Yes, groups like this really are your best bet for learning things...Plus, this is pretty helpful group, which seems to be more helpful, good natured and funny than any other tech group I belong to.
I did the same kind of thing with NT, but with DOS there was no online documentation until much later. So I got in the habbit of buying the Norton stuff (back when Peter Norton Computing was not owned by that lame Symantec...) I had his PC guru handbook, his assembly books, you name it. And of courese I had all of the Norton Utilities tools.
If you consider yourself a beginner, don't be afraid to read the man pages either... That's how I tought myself Unix ( way back when Bell Labs owned it ;-)
Looks like you really don't need much of that kind of thing with all of the tools built-in on a UNIX based system, which is great!
ls, more and grep I've used, both on NT and the various UNIX OSes I've tinkered with. Borland's grep port was very important in the Turbo C world, too.
Seriously... just pick a list of the more common commands... "ls, more, less, ps, find, grep", etc... and read the man pages..once you've mastered that small list, the rest come easy..
I'm going to have to figure out a scheme for that, which is a great idea. Thanks!
As for having to reload when you screw up... Do backups... learn to use tar and/or dump/restore. Set up your system up to use seperate filesystem for '/', '/usr', '/boot', etc.. and back those file systems up into files on /home or /data or /backups, etc ( or a tape drive if you have one).... and there's nothing wrong with having alternate roots and boots... so if you do miss something up, it becomes trivial to 'recover'. I try to regularly copy my filesystem backups to CDs. If you keep your file systems seperate.. / and /usr should easily fit onto a CD...
hahaha.. I can just imagine it. I thought carrying home CDs of endless directory trees full of docs and emails was odd. I guess not!
Also, I have a collection of files that are very dear to me... files that I would not want to lose.. Financial records, source code directories, etc... these get tar'd up, gpg encrypted, and scp'd off to friends computers via the net on a regular basis.. This way, if Nevada were to fall off the map, I could still recover this data. i.e. I'm doing 'offsite' backups. Nothing like having your valuable files backed up to 3 different continents to make you feel secure.
I use the at scheduler in NT all the time. I think it's really similar, so that should be another easier transition. Great idea!
Oh yeah, I almost forgot.. learn cron as well.. nothing like having your backups done automatically in the middle of the night.
Let's see, we have ruby, perl... Isn't there another gem stone I could learn? I like emeralds better... <LOL>
And finally... if you don't already know perl... it's time to learn it.. ( yes, I know, this is not linux specific ). There's just so much you can do with perl that it seems hard to administer a system without perl.
One of the guys I work with likes perl. I haven't taken a close look at it yet. Why, out of curiosity, would one choose perl over std. shell scripts, besides the fact that they hurt the brain trying to read them?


| EXERCISE DIRECTIONS |
From the listing below, copy each line that holds "Concentration".

| EXCERPTED RECORDS |
────────────────────────────────────────

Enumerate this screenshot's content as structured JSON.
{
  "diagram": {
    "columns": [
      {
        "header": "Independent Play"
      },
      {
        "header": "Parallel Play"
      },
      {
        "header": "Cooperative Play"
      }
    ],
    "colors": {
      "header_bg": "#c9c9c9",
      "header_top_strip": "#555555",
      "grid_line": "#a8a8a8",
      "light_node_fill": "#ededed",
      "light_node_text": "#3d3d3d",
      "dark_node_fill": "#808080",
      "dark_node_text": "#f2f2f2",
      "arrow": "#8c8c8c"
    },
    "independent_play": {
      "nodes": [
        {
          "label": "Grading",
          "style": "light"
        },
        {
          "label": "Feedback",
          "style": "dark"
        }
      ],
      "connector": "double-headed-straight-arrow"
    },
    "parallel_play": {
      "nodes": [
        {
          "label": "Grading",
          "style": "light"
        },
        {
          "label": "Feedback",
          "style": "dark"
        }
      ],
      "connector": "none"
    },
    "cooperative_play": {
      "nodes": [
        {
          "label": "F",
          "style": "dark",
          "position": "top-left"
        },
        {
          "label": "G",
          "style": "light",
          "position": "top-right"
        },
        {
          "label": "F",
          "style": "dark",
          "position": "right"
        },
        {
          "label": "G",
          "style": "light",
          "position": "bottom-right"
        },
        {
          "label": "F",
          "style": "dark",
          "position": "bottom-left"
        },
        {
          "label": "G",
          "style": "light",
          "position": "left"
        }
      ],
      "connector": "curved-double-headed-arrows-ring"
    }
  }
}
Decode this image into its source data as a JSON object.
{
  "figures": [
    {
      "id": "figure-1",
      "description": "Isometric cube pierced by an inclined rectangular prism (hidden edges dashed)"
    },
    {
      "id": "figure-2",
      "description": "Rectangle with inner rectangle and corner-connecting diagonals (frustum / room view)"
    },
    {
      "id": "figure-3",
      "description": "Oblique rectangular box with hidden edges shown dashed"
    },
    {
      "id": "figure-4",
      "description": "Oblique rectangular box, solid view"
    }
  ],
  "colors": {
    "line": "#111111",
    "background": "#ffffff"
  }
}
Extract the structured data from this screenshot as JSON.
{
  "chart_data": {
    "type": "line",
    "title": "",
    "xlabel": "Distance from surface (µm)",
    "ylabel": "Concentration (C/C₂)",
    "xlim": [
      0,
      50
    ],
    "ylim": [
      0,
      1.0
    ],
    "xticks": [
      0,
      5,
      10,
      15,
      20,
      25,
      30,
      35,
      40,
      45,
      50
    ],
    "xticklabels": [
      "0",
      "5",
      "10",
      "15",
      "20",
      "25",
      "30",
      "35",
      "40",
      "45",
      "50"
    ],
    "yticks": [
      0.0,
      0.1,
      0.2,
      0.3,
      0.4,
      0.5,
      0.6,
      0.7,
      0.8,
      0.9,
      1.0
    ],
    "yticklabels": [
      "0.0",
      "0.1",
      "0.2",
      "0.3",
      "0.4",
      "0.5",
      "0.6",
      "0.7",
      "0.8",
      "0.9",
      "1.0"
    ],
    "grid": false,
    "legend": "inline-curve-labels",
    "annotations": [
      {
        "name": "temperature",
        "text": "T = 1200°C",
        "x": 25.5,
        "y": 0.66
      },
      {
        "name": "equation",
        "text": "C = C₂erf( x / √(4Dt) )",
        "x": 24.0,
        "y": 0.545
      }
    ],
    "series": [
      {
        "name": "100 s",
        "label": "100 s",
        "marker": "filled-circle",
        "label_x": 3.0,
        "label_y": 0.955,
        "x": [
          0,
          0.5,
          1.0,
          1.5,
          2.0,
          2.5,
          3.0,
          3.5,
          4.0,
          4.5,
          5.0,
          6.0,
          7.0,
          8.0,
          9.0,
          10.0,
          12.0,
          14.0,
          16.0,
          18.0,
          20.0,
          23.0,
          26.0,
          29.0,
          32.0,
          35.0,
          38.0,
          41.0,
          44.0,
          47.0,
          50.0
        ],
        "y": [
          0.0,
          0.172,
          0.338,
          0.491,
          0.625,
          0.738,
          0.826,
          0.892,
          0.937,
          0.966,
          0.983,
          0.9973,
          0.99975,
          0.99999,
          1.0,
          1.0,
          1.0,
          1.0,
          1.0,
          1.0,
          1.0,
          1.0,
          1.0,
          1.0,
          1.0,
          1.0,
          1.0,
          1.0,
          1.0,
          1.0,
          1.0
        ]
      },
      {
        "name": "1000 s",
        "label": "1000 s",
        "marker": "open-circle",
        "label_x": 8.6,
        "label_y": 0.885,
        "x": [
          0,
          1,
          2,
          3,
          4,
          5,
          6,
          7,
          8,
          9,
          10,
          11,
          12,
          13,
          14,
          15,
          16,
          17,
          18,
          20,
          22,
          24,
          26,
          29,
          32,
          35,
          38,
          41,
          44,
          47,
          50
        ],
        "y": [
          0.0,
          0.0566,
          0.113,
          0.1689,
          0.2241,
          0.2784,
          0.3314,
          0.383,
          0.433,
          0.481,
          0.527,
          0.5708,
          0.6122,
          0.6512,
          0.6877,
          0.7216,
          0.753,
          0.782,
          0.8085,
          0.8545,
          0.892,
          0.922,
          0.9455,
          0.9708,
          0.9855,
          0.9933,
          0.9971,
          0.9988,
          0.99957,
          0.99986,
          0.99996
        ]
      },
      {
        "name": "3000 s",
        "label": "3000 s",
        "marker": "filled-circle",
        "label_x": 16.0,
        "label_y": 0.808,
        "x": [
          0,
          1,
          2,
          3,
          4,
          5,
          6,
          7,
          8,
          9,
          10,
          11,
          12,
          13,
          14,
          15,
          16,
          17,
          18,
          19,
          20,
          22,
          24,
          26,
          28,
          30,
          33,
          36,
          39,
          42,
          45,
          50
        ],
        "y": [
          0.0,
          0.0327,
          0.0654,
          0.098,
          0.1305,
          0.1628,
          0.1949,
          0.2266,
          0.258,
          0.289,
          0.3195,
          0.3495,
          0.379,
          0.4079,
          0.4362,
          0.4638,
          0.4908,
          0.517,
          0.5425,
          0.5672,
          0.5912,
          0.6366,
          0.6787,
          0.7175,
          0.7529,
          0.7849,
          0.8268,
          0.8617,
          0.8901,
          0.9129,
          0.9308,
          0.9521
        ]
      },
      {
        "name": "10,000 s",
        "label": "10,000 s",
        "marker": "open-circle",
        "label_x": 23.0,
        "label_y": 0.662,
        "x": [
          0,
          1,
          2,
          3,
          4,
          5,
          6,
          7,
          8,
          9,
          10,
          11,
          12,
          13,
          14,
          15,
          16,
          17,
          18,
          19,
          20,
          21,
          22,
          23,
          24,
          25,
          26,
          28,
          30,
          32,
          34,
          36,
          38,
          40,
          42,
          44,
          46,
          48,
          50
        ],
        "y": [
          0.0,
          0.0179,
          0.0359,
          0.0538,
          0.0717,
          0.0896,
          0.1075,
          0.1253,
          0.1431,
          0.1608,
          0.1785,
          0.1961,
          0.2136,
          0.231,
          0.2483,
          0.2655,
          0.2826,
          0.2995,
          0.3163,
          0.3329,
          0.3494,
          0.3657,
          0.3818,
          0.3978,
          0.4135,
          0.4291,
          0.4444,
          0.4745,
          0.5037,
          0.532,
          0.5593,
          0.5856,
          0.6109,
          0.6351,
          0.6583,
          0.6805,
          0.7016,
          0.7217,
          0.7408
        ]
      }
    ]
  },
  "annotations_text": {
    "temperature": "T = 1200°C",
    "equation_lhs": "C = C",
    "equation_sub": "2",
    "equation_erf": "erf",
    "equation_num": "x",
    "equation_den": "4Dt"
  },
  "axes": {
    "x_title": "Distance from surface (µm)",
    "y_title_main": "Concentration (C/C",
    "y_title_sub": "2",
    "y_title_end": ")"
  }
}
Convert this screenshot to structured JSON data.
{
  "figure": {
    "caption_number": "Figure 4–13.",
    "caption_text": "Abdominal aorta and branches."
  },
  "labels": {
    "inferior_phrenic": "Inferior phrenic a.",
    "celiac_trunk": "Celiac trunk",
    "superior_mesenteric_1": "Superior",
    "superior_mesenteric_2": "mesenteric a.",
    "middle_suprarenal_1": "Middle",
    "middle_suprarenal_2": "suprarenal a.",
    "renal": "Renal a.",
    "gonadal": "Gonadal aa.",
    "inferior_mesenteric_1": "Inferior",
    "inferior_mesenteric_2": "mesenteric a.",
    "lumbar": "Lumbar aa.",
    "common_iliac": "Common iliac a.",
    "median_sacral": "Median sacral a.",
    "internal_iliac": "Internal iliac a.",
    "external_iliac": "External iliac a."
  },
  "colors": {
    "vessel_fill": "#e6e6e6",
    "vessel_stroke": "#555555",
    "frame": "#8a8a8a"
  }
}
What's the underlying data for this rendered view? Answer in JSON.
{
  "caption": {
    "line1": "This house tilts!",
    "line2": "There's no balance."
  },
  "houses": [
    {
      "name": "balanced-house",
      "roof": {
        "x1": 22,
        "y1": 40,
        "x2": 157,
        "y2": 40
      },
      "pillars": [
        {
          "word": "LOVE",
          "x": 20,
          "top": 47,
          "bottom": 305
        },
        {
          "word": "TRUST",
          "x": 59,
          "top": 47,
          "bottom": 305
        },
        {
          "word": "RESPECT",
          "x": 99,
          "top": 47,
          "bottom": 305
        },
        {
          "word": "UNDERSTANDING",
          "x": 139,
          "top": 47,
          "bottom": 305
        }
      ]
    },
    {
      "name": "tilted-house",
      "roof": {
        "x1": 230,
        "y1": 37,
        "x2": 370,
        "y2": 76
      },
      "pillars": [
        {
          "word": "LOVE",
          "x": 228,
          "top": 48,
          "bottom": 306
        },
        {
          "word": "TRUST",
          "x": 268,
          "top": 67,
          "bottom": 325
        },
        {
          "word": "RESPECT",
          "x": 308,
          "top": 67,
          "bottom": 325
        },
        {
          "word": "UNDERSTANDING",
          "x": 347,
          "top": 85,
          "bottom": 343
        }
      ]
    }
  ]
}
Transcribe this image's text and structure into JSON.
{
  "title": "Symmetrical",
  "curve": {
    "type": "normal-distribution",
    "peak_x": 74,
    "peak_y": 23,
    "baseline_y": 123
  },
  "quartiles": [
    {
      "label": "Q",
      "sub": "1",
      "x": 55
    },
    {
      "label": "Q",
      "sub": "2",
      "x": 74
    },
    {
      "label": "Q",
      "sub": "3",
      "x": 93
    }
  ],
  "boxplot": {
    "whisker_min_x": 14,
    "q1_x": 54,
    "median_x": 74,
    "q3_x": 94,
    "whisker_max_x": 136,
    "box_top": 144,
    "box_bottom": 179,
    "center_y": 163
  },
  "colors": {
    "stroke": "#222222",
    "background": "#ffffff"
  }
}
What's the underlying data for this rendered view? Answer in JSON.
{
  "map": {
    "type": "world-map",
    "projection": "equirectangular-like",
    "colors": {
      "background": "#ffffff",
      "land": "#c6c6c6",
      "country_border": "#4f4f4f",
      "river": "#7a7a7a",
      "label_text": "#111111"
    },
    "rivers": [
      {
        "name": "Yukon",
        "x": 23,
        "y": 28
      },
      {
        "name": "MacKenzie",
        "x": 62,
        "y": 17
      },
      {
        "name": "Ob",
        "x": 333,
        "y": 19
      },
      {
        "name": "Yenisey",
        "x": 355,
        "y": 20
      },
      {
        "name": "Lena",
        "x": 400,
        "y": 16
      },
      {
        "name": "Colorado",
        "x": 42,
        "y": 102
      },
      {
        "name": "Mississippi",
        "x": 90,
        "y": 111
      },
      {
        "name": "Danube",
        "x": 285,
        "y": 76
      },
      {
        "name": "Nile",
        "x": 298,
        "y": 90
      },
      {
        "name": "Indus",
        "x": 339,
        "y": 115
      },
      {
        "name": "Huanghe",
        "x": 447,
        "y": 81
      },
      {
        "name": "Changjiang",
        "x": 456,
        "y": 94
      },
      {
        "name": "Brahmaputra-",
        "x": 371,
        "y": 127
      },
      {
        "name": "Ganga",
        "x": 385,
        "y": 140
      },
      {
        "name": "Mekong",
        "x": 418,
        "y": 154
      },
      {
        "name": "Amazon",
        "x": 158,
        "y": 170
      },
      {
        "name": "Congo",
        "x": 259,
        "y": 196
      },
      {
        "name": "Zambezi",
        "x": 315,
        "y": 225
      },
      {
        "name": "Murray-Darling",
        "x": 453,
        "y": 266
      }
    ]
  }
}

────────────────────────────────────────

| SOLUTION FOR THIS PROBLEM |
    "ylabel": "Concentration (C/C₂)",
    "y_title_main": "Concentration (C/C",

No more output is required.